In our society, many personal challenges, from substance abuse to depression to ADHD, are regarded as mental disorders by health professionals.

In what ways does the language of diagnosis empower us and enable access to services and community support? To what extent do these labels limit, stigmatize or pathologize? Does diagnosis help us to better understand ourselves and each other?

Across time and space, communities have viewed mental health from vastly different perspectives, suggesting that the diagnostic medical model is only one way to address these issues. How does this model shape our identity and society? What other paradigms might help to shine light on subject?

In this public conversation, we will open a space where people can explore their thoughts and feelings on this complicated, and sometimes sensitive, topic.

Guests

Suzanne Amro is a full time high school teacher who specializes in the instruction of English Language Arts and Ethics and Religious Culture. She has a Bachelor’s Degree in Education from McGill University and a Master’s Degree in Theological Studies from Concordia, where her focus was on Applied Ethics with an emphasis on the practice of dialogue. For the past two years, she has been involved in Compassionate Listening training.

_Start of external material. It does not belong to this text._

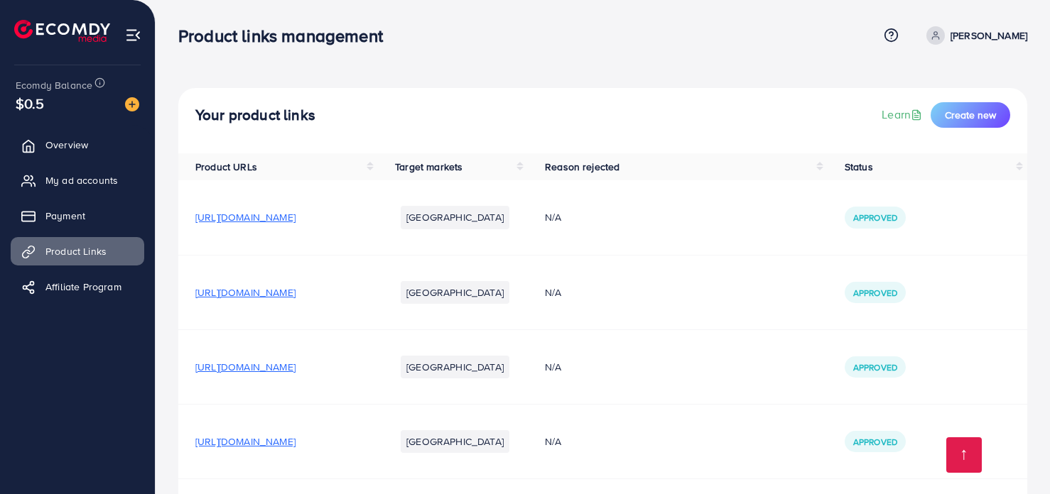 The image size is (1050, 494). I want to click on a: Overview, so click(77, 145).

Jamie Robinson is returning to University of the Streets Café as a guest. She is interested in how we frame ourselves and others through language, and in particular, she is interested in how our identity is formed through language and the ways that language can define and confine us.

Moderator

Susan Edey is the Program and Communications Coordinator for Concordia University’s Office of Community Engagement. She revels in the dual role of organizing public conversation and spreading the word about the exciting community-based initiatives happening around Concordia. Long fascinated by mental health and emotional well-being, Susan is excited to be putting on her moderator hat for this conversation.